Enitlement Reform Options: The Clear Leaders

While it appeared a “Grand Bargain” was conceivable following the 2012 election, the unfortunate fact in the wake of President Obama’s ideologically combative State of the Union speech — and other recent smoke signals from Senate leadership offices — is that we’re headed for another depressing, budget crisis-to-budget crisis session of Congress at least through the 2014 mid-terms.

Despite the odds of major entitlement reform are now far less than 50/50, Politico, National Journal and other new reporting indicates there are several structural savings opportunities through proposals already on the shelf at influential progressive think tanks in Washington. The menu is as follows:

Social Security: ‘Chained CPI’Savings: $112 billion

The idea is to change the way the government figures out how much more seniors should get in Social Security benefits each year to account for changes in their cost of living. This new formula — a tweak to the consumer price index — would assume that people switch their buying habits when prices rise, rather than just buying the same things over and over. So, for example, if the price of ground beef goes up, someone might buy chicken or fish instead. The result: Social Security benefits will rise more slowly.

Social Security: Lift cap on taxable earnings Revenues: $500 billion or more

Even if the Democrats accept chained CPI, they’re going to want something in return. One big one: Let the highest earners pay more Social Security payroll taxes. Lift the cap so 90 percent of all Americans’ earnings are taxed — it’s only about 83 percent now — and a Social Security deal could raise about $550 billion in revenues over the next 10 years, according to estimates by Third Way, which has endorsed the approach. It would also wipe out Social Security’s deficit through 2020.

Medicare: Expanded means testingSavings: $20 billion

Obama has said he won’t consider Medicare changes that would shift costs to seniors, but an expansion of the program’s means testing is the one benefit cut Democrats have hinted they might accept <http://politi.co/WfWdNI>  — because it would hit wealthier seniors and spare the rest. There’s already some means testing of premiums for Medicare coverage of doctors and prescription drugs, thanks to Obamacare and the 2003 law that created the Medicare prescription drug program. The version that Obama proposed in his 2011 deficit plan and could put on the table again, would extend that means testing to charge higher premiums and hit a larger group of seniors.

Medicare: Faster payment reformsSavings: $10 billion

Republicans often complain that Democrats don’t want to make any real changes to bring more money into Medicare — they just want to keep cutting payments to providers. But there’s no real controversy over Obamacare’s incentives to provide more efficient medical care, and that’s where some on the left think there’s potential for common ground — by just beefing up those experiments.

Medicare: Drug rebatesSavings: $135 billion

One of Obama’s biggest Medicare savings ideas would come straight out of the pockets of drug companies — which means he’d face a fight, but probably not from Democrats. Right now, pharmaceutical companies have to pay a rebate when the government buys prescription drugs for people on Medicaid but not for low-income seniors who qualify for both Medicare and Medicaid. The proposal, which Obama included in his deficit plan, would make the drug manufacturers give the same rebates for these “dual eligibles,” adding up to huge savings for Medicare.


» YOUR GOAL
Going through the lines below, tally those that include "Image", and give only the number.

» DATA FOR PROCESSING

((

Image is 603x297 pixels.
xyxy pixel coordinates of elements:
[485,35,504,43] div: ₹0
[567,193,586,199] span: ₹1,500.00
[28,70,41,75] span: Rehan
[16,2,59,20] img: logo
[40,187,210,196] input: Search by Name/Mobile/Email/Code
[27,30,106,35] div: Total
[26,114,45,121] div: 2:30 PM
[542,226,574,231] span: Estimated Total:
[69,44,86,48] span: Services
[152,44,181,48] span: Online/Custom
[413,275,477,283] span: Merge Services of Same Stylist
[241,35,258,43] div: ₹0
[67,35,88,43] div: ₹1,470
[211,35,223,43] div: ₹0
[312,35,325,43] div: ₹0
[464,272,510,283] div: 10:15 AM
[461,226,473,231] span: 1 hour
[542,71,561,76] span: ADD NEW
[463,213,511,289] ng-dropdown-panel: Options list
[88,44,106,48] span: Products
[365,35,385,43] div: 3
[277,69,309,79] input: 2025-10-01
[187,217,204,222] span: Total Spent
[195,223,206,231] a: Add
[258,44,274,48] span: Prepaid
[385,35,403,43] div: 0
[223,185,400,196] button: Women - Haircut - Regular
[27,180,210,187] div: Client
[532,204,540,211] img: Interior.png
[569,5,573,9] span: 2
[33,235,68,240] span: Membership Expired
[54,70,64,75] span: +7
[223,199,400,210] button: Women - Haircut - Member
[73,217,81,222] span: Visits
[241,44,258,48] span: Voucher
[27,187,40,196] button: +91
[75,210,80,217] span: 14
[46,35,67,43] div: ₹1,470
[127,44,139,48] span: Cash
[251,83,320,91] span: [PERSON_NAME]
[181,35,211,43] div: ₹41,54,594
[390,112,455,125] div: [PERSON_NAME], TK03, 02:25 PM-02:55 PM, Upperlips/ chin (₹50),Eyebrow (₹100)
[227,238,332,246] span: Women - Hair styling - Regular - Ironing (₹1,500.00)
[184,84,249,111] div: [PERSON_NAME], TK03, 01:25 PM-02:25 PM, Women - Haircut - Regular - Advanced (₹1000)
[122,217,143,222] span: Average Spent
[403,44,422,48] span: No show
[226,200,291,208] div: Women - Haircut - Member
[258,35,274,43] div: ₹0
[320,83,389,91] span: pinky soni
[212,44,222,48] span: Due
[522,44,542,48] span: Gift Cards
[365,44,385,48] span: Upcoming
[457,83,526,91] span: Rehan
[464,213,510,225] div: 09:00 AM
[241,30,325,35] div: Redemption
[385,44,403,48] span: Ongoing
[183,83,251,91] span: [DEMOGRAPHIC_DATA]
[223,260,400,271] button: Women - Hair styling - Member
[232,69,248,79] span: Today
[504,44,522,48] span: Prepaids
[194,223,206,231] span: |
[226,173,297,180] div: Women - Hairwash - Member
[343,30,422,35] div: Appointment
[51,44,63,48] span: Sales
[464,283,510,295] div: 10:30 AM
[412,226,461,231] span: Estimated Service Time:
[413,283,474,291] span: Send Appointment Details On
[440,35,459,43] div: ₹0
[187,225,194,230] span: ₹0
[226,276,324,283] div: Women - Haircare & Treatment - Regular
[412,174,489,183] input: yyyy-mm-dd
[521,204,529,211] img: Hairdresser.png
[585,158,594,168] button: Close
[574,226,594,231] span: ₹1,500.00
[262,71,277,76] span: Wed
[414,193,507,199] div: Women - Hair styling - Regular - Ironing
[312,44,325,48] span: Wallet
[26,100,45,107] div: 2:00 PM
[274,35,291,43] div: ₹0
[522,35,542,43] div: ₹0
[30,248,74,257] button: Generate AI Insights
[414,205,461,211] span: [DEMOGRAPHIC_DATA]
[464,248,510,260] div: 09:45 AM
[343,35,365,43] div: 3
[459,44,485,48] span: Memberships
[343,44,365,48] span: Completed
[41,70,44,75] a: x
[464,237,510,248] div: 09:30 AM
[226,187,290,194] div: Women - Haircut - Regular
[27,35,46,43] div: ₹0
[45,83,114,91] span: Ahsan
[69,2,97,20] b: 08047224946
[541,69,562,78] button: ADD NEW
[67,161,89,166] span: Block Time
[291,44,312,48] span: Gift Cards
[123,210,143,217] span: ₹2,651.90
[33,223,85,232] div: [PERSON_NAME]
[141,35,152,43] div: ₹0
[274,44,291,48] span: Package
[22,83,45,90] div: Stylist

))
((

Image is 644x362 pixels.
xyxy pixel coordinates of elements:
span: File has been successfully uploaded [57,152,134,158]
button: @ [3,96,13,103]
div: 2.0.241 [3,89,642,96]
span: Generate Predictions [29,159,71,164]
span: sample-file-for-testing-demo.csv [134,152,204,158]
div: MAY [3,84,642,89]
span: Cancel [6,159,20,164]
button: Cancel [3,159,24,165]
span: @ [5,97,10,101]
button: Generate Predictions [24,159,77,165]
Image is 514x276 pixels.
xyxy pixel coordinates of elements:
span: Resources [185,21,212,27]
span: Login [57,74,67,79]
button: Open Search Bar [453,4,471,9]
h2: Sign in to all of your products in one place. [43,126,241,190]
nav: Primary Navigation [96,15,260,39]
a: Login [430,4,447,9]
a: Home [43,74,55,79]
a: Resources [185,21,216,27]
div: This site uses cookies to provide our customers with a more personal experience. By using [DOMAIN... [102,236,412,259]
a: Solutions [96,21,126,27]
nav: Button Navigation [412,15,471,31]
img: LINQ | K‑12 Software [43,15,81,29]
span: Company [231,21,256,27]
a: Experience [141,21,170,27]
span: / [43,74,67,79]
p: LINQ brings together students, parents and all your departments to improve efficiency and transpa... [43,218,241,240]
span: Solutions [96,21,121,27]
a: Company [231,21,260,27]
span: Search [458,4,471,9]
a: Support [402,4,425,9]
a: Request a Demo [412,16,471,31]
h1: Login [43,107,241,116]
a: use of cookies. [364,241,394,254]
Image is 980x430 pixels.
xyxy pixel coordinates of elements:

))

» YOUR RESPONSE
4